The analysis of the physical parameters is much less affected by the unknown source size. The ratio of a 230 and a 345 GHz line intensity is off by at most a factor of two, if the emission comes from a point source. The excitation effects are often much larger than a factor of two over a narrow density range (cf. Jansen 1995), so that the physical parameters can still be determined quite accurately. For small source sizes, the density will tend to be overestimated, and the beam-averaged column densities underestimated.

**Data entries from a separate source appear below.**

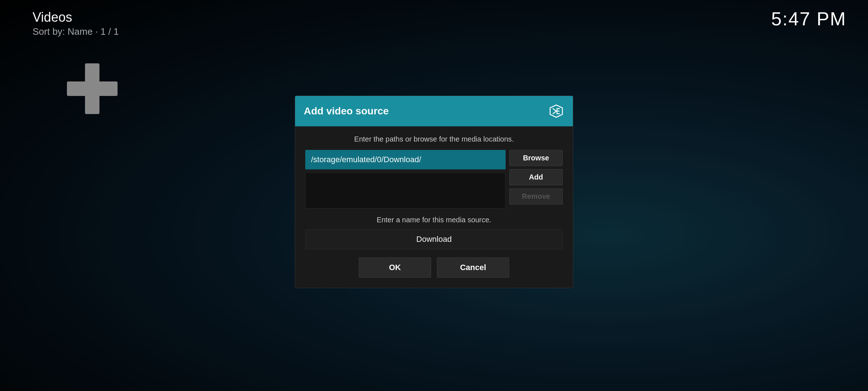 This screenshot has height=391, width=868. I want to click on add-button: Add, so click(536, 177).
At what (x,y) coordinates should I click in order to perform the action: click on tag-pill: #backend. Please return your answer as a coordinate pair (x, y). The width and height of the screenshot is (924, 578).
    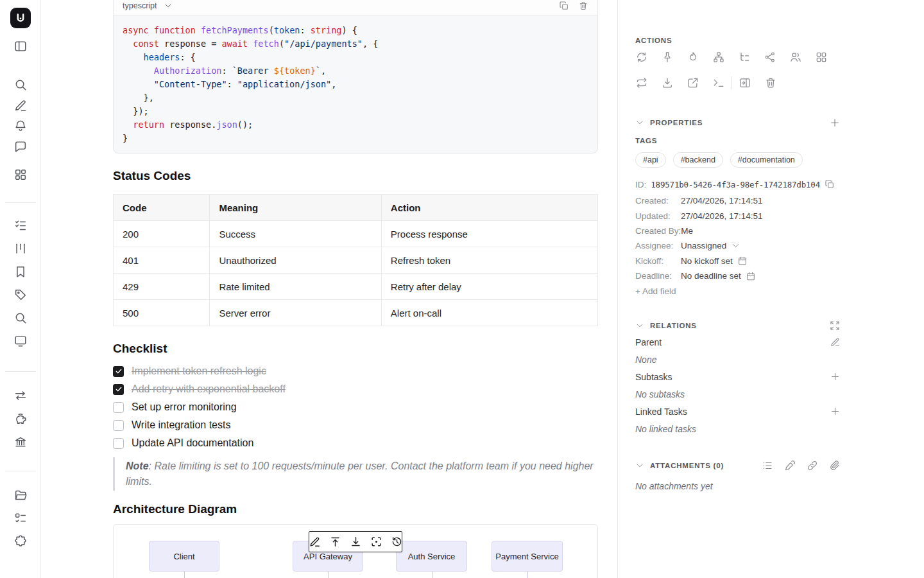
    Looking at the image, I should click on (698, 160).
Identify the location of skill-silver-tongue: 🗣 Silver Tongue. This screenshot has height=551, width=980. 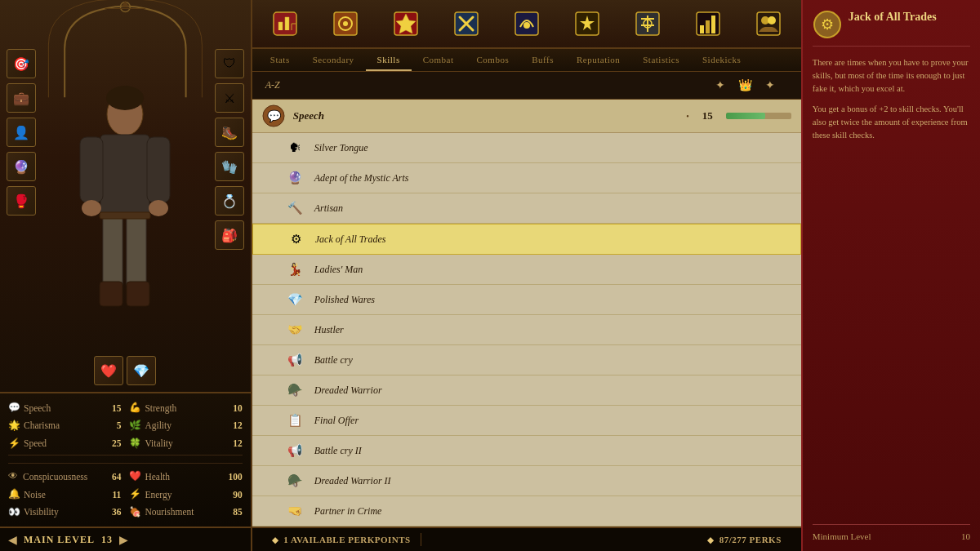
(527, 149).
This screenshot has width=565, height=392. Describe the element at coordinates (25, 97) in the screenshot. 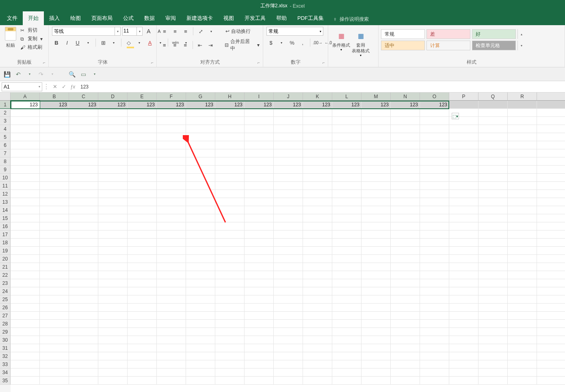

I see `column-header: A` at that location.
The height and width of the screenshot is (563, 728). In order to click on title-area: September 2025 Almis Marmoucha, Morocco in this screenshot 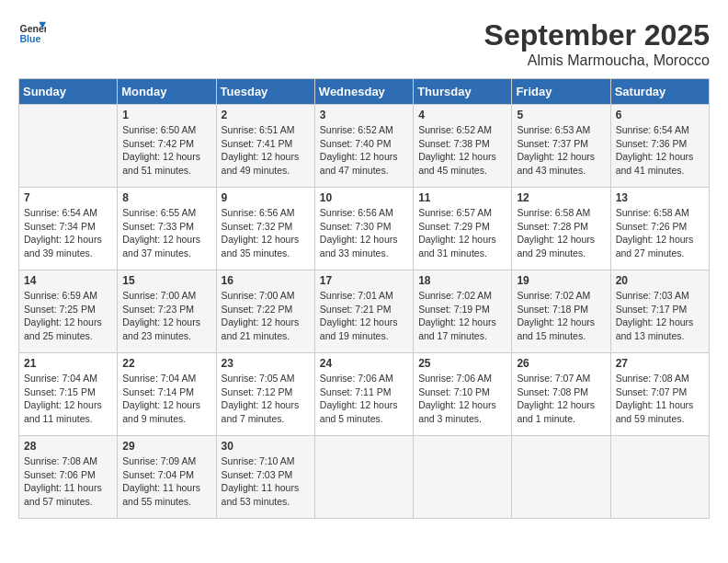, I will do `click(597, 44)`.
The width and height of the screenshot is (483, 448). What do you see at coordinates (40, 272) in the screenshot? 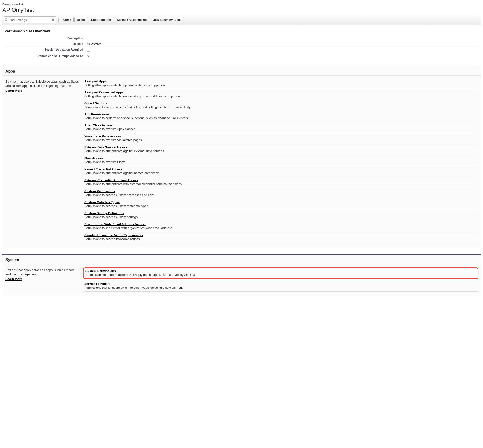
I see `system-section-desc: Settings that apply across all apps, suc…` at bounding box center [40, 272].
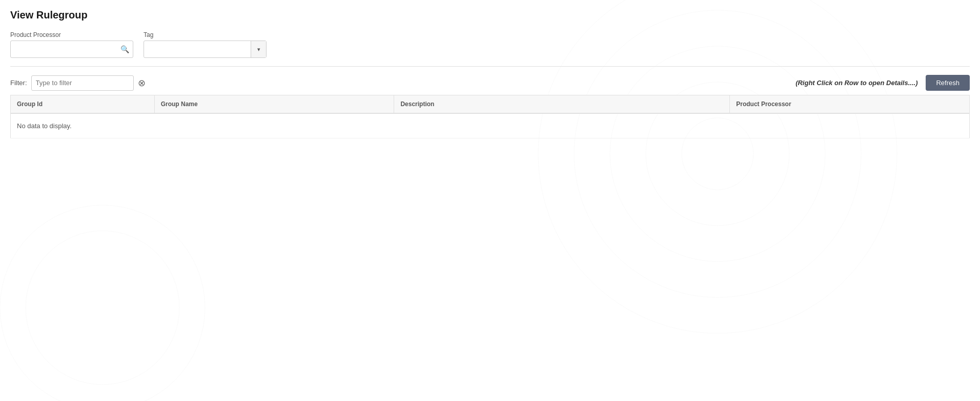 This screenshot has height=401, width=980. I want to click on tag-filter-group: Tag ▾, so click(205, 45).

In order to determine abundances which can be compared directly with
chemical models, information on the column density is needed. In
this study the total column density is determined from observations of
an optically thin
line. The uncertainty in the
abundance introduces a factor of 2-3 uncertainty in
derived
column density. This value is again beam-averaged;
because CO may be more broadly distributed than some other molecules,
the correction factors for source structure are not necessarily the
same. Thus, local abundances may differ considerably from the
beam-averaged integrated abundances along the line of sight presented
here.
The determination of column densities from optically thin lines of
isotopic species requires information on the overall isotopic
abundances. As a convention, the main isotopomer is given without
atomic weight numbers throughout this paper. Thus CO stands for , whereas the
isotopomer is written
etc.
The following solar abundance ratios are used (Wilson & Rood 1994):
[
; [
;
[
; [
;
[
; [
and
[
. For deuterium no ratio is given, since
deuterium fractionation is highly variable in dense molecular clouds.